Rose, Paul B. Thatcher, Rt. Hn. Mrs. Margaret
Ross, Rt. Hn. William (Kilmarnock) Thomas, John Stradling (Monmouth) TELLERS FOR THE AYES:
Rossi, Hugh (Hornsey) Thomas, Rt. Hn. Peter (Hendon, S.) Mr. Hector Monro and
Russell, Sir Ronald Thomson, Rt. Hn. G. (Dundee, E.) Mr. Walter Clegg.
NOES
Baker, W. H. K. (Banff) Kerby, Capt.
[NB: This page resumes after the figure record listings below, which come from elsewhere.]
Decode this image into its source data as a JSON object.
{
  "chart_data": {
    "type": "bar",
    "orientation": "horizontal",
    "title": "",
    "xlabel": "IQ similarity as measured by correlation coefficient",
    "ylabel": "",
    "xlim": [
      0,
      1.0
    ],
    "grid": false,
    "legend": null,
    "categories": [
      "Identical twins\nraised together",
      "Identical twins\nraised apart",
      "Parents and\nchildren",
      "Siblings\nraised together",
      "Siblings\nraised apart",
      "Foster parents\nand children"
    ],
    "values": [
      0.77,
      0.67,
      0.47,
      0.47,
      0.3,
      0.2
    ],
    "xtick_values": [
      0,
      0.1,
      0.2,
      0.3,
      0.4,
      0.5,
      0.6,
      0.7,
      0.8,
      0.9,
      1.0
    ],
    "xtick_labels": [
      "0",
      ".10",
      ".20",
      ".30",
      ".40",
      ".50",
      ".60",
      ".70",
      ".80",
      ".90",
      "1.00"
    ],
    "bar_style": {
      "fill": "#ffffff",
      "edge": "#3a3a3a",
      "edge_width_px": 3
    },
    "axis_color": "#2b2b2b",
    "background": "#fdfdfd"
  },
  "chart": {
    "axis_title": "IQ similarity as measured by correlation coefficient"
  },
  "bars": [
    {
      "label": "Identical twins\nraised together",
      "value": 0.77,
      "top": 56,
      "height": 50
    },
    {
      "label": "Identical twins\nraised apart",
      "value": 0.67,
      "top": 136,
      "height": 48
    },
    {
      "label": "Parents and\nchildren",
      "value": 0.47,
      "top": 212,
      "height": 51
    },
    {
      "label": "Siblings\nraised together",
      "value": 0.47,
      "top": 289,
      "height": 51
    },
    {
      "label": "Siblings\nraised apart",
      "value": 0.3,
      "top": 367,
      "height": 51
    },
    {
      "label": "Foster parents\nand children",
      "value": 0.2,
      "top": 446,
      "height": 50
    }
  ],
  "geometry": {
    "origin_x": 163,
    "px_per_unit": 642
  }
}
Henry Stokes, John
Bell, Ronald King, Evelyn (Dorset, South) Taylor, Robert (Croydon, N. W.)
Biff en, John Mitchell, Lt.-Col. C. (Aberdeenshire, W.) Turton, Rt. Hn. R. H.
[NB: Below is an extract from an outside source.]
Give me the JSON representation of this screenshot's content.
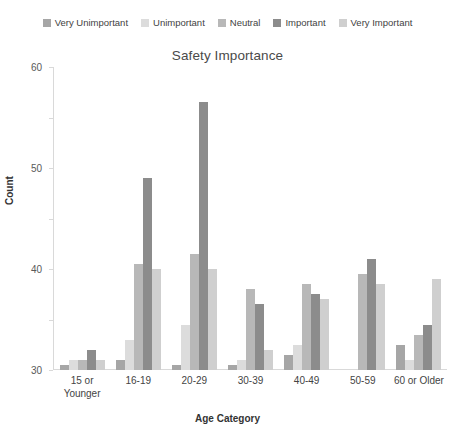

Biggs-Davison, John Molyneaux, James Walker-Smith, Rt. Hn. Sir Derek
Brown, Sir Edward (Bath) Montgomery, Fergus
Fell, Anthony Powell, Rt. Hn. J. Enoch TELLERS FOR THE NOES:
Fraser, Rt. Hn. Hugh (St'fford & Stone) Rhys Williams, Sir Brandon Mr. Stephen Hastings and
Hay, John Soref, Harold Rear-Admiral Morgan-Giles.
Hiley, Joseph

Resolved,

That the Southern Rhodesia Act 1965 (Continuation) Order 1970, a draft of which was laid before this House on 27th October, be approved.